Published at Wednesday, September 28th, 2016 - 18:08:13 PM. Door. By john.
Large structures Hinges appear in large structures such as elevated freeway and railroad viaducts. These are included to reduce or eliminate the transfer of bending stresses between structural components, typically in an effort to reduce sensitivity to earthquakes. The primary reason for using a hinge, rather than a simpler device such as a slide, is to prevent the separation of adjacent components. When no bending stresses are transmitted across the hinge it is called a zero moment hinge.
Gull-wing door : A gull-wing door, also known as a falcon-wing door, is an automotive industry term describing car doors that are hinged at the roof rather than the side, as pioneered by the 1952 Mercedes-Benz 300SL race car (W194) and its road-legal version (W198) introduced in 1954. Opening upwards, the doors evoke the image of a seagulls wings. In French they are portes papillon (butterfly doors). The papillon door, slightly different in its architecture from a gullwing door – designed by Jean Bugatti in 1939 Type 64, 14 years before Mercedes-Benz produced its similar, famous 300SL gullwing door – is a precursor, but is often overlooked when discussing gull-wing design. Conventional car doors are typically hinged at the front-facing edge of the door, with the door swinging outward horizontally. Apart from the Mercedes-Benz 300SL of the mid-1950s and the experimental Mercedes-Benz C111 of the early 1970s, the best-known examples of road-cars with gull-wing doors are the Bricklin SV-1 from the 1970s, the DeLorean DMC-12 from the 1980s, and the Tesla Model X of the 2010s. Gull-wing doors have also been used in aircraft designs, such as the four-seat single-engine Socata TB series built in France.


TO DO →
What lines in this listing contain the string "vline"? Report each one by copying it.

MATERIAL FOR THIS EXERCISE →
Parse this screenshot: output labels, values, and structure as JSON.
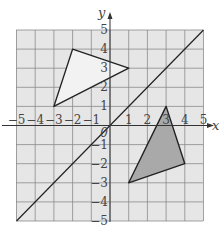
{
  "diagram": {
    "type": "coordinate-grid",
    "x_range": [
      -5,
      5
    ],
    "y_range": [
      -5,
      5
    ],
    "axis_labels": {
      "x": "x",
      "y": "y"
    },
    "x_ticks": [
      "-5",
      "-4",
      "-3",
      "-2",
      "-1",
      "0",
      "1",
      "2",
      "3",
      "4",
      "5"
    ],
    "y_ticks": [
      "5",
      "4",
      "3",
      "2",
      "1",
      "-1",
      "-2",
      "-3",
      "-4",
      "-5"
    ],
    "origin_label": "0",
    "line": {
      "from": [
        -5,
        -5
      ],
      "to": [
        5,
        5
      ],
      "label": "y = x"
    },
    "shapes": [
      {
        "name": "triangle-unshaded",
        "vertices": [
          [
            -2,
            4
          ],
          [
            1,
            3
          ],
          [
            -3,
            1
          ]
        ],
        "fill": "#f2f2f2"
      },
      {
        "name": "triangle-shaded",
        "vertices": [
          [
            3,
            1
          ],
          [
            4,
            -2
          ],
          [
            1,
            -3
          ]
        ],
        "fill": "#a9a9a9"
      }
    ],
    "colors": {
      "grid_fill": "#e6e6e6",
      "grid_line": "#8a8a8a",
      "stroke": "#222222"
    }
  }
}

==

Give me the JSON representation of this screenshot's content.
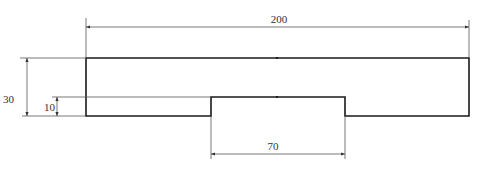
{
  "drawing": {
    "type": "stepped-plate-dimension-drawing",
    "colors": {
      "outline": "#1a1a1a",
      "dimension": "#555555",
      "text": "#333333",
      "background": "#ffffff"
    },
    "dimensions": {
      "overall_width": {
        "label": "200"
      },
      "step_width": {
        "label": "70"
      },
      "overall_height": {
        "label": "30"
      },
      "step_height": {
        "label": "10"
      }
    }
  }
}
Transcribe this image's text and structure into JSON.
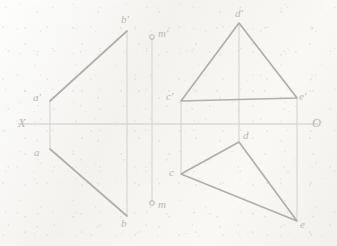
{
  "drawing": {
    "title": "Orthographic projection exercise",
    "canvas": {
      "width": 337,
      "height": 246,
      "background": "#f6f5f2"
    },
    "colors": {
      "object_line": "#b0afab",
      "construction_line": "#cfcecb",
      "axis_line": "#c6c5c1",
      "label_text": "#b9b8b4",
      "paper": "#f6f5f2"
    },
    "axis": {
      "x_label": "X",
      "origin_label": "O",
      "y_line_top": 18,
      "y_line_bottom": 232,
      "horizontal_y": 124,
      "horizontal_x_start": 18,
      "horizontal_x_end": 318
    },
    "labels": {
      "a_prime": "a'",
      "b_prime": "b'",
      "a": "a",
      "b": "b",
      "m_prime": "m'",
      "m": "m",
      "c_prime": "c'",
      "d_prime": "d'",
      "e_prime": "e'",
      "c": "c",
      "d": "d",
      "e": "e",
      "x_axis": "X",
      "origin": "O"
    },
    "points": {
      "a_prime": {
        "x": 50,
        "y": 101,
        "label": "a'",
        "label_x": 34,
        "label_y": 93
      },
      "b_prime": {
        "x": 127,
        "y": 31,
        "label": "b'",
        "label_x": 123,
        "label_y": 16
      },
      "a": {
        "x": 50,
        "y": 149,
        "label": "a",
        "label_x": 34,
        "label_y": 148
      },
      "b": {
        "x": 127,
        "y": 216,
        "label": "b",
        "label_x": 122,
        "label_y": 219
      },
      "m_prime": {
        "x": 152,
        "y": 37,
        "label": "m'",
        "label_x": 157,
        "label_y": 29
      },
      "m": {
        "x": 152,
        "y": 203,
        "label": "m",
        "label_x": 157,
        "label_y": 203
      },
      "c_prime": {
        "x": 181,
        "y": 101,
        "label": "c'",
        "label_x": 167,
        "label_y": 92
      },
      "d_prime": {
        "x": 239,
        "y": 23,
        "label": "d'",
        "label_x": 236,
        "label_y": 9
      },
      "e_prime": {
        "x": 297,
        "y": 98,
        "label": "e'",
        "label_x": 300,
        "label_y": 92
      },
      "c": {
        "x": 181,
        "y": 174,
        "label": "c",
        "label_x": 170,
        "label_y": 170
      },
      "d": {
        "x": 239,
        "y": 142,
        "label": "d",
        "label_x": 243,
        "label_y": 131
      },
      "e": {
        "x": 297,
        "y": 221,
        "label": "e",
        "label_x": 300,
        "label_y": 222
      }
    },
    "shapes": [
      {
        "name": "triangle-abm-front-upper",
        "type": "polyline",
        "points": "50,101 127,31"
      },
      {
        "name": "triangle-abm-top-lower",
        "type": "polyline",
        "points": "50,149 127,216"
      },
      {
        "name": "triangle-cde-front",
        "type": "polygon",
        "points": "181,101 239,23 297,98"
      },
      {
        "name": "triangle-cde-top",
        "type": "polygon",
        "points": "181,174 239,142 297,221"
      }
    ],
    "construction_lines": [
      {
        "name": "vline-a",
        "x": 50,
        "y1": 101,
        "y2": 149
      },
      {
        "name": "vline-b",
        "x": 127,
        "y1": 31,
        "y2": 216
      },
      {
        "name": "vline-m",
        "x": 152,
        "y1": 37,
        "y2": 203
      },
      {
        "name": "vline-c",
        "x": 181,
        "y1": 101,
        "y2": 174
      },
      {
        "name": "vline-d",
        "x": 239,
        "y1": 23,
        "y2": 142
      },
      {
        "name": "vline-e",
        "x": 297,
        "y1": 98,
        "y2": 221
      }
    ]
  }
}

RESPONSE AREA →
        "name": "vline-a",
        "name": "vline-b",
        "name": "vline-m",
        "name": "vline-c",
        "name": "vline-d",
        "name": "vline-e",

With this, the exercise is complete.